Researchers at The Neuro are at the centre of a project by an international alliance to develop biomarkers that can accurately detect and predict the evolution of progressive multiple sclerosis. Such biomarkers could be invaluable in helping to develop new MS drugs.
“The problem for developing drugs for progressive MS is that there’s no good outcome marker other than the actual progression, which happens very slowly. In a two-year drug trial, maybe less than one in five patients might show progression,” notes Dr. Doug Arnold, a neurologist and researcher who was part of the international effort to develop ocrelizumab, a breakthrough drug prescribed since last year that is the only approved medication in Canada that stops MS progression. “We’re looking for a biomarker that could detect some response within a year that would correlate eventually with a clinical response.”
Although magnetic resonance (MR) scans can gather some data about what is happening to the brain of MS patients, the standard measurements that researchers use to interpret the data are not adequate for predicting progression. To get a more comprehensive analysis, Dr. Arnold and his colleagues are turning to new techniques.
“The idea is to use artificial intelligence (AI) to identify whatever is in the MR image that might underlie the disease progression, even if we don’t know how to recognize it ourselves. You can compare it to AI deep-learning techniques used for facial recognition. Some of the images’ features are not what my colleagues and I would ever look at or notice. But the machine algorithms pick them out as discriminatory features. The machine will flag features that we don’t know how to recognize or look at but are there.”
AI intelligence is only as effective as the amount of data that is made available to it to learn on. For the biomarker project, which began in 2017 and is about halfway completed, it has been necessary to collect tens of thousands of MR scans and to put them into one data base that could be used to train the AI learning algorithms. One problem that the project faces is how to put data that arrive in different formats into a standard format.
Tal Arbel and her colleagues in ۲ݮƵ University’s computer engineering department are working on novel AI methods to analyze the data for the specific purpose of creating MS biomarkers. Once the images are gathered, Louis Collins of The Neuro’s McConnell Brain Imaging Centre will harmonize the data to allow an analysis of all the scans in a consistent way.
The Neuro’s biomarker research is part of a project funded by the International Progressive MS Alliance (IPMSA), a collaborative effort of national MS societies, research centres and drug companies around the world.
“No individual lab or even drug company has the thousands of scans needed for this project,” notes Dr. Arnold. “Everybody recognized that they couldn’t do it alone so in the interests of MS patients, they decided to collaborate.”
Drug companies have proprietary interests and various data transfer agreements, which must be legally respected. For this reason, not all the data from the project are freely available even though The Neuro has declared itself an open science institute that seeks to share data as freely as possible. A restricted number of qualified investigators with projects directly related to the goals of the IPMSA will be able to request access to the project data. To maintain strict patient privacy, all the data are coded to make them completely anonymous and untraceable to the patient subject.
“My hope is that at the end of the project, we will be able to make these data open,” says Dr. Arnold.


* _DIRECTIONS FOR THIS TASK_:
Exclude the pictures and retype the entries as written.

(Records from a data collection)
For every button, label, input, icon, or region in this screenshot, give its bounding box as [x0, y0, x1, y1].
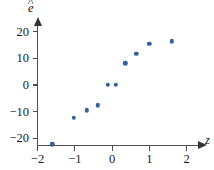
y-axis-title-glyph: e ^ [28, 2, 34, 15]
x-axis-line [37, 145, 201, 146]
data-point [123, 61, 127, 65]
x-tick-label: −1 [68, 153, 81, 166]
x-tick-mark [37, 146, 38, 152]
y-tick-mark [33, 84, 39, 85]
data-point [71, 115, 75, 119]
x-tick-mark [74, 146, 75, 152]
y-axis-arrow-icon [34, 17, 42, 26]
data-point [147, 41, 151, 45]
x-tick-mark [186, 146, 187, 152]
x-tick-label: −2 [31, 153, 44, 166]
data-point [114, 83, 118, 87]
y-tick-mark [33, 58, 39, 59]
data-point [170, 39, 174, 43]
x-tick-mark [149, 146, 150, 152]
scatter-plot-figure: e ^ z 20100−10−20 −2−1012 [0, 0, 214, 170]
x-axis-title: z [205, 134, 210, 147]
y-tick-label: 20 [17, 26, 30, 39]
y-tick-label: 10 [17, 52, 30, 65]
x-tick-label: 1 [146, 153, 152, 166]
data-point [85, 108, 89, 112]
data-point [105, 83, 109, 87]
y-axis-title-accent: ^ [28, 0, 33, 9]
x-tick-label: 2 [184, 153, 190, 166]
y-axis-title: e ^ [28, 2, 34, 15]
y-tick-label: −10 [9, 105, 29, 118]
data-point [134, 51, 138, 55]
x-tick-label: 0 [109, 153, 115, 166]
y-tick-mark [33, 111, 39, 112]
y-tick-label: 0 [23, 79, 29, 92]
y-tick-mark [33, 138, 39, 139]
y-tick-label: −20 [9, 132, 29, 145]
x-tick-mark [112, 146, 113, 152]
plot-area: e ^ z 20100−10−20 −2−1012 [0, 0, 214, 170]
y-tick-mark [33, 31, 39, 32]
data-point [96, 103, 100, 107]
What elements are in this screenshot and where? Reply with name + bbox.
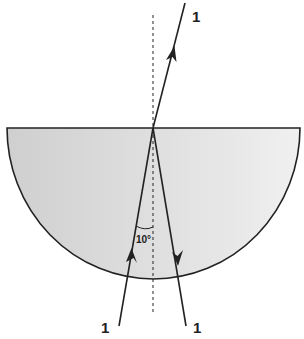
angle-label: 10° <box>136 234 151 245</box>
reflected-ray-label: 1 <box>193 319 201 336</box>
optics-diagram: 10° 1 1 1 <box>0 0 304 339</box>
refracted-ray-label: 1 <box>192 8 200 25</box>
refracted-ray <box>153 3 185 128</box>
incident-ray-label: 1 <box>101 319 109 336</box>
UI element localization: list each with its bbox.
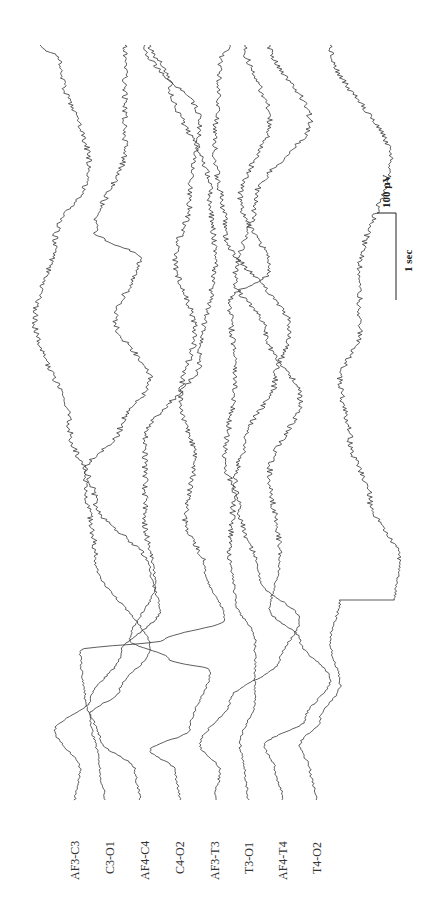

* _WRITTEN ANSWER_:
For every button, label, input, icon, or region in this screenshot, give its bounding box as [x0, y0, x1, y1].
y-axis-title-glyph: e ^ [28, 2, 34, 15]
x-axis-line [37, 145, 201, 146]
data-point [123, 61, 127, 65]
x-tick-label: −1 [68, 153, 81, 166]
x-tick-mark [37, 146, 38, 152]
y-tick-mark [33, 84, 39, 85]
data-point [71, 115, 75, 119]
x-tick-mark [74, 146, 75, 152]
y-axis-arrow-icon [34, 17, 42, 26]
data-point [147, 41, 151, 45]
x-tick-mark [186, 146, 187, 152]
x-tick-label: −2 [31, 153, 44, 166]
data-point [114, 83, 118, 87]
y-tick-mark [33, 58, 39, 59]
data-point [170, 39, 174, 43]
x-tick-mark [149, 146, 150, 152]
scatter-plot-figure: e ^ z 20100−10−20 −2−1012 [0, 0, 214, 170]
x-axis-title: z [205, 134, 210, 147]
y-tick-label: 20 [17, 26, 30, 39]
y-tick-label: 10 [17, 52, 30, 65]
x-tick-label: 1 [146, 153, 152, 166]
data-point [85, 108, 89, 112]
data-point [105, 83, 109, 87]
y-axis-title-accent: ^ [28, 0, 33, 9]
x-tick-label: 2 [184, 153, 190, 166]
y-axis-title: e ^ [28, 2, 34, 15]
y-tick-label: −10 [9, 105, 29, 118]
data-point [134, 51, 138, 55]
x-tick-label: 0 [109, 153, 115, 166]
y-tick-mark [33, 111, 39, 112]
y-tick-label: 0 [23, 79, 29, 92]
y-tick-mark [33, 138, 39, 139]
y-tick-label: −20 [9, 132, 29, 145]
x-tick-mark [112, 146, 113, 152]
plot-area: e ^ z 20100−10−20 −2−1012 [0, 0, 214, 170]
y-tick-mark [33, 31, 39, 32]
data-point [96, 103, 100, 107]
What elements are in this screenshot and where? Reply with name + bbox.
angle-label: 10° <box>136 234 151 245</box>
reflected-ray-label: 1 <box>193 319 201 336</box>
optics-diagram: 10° 1 1 1 <box>0 0 304 339</box>
refracted-ray-label: 1 <box>192 8 200 25</box>
refracted-ray <box>153 3 185 128</box>
incident-ray-label: 1 <box>101 319 109 336</box>
UI element localization: list each with its bbox.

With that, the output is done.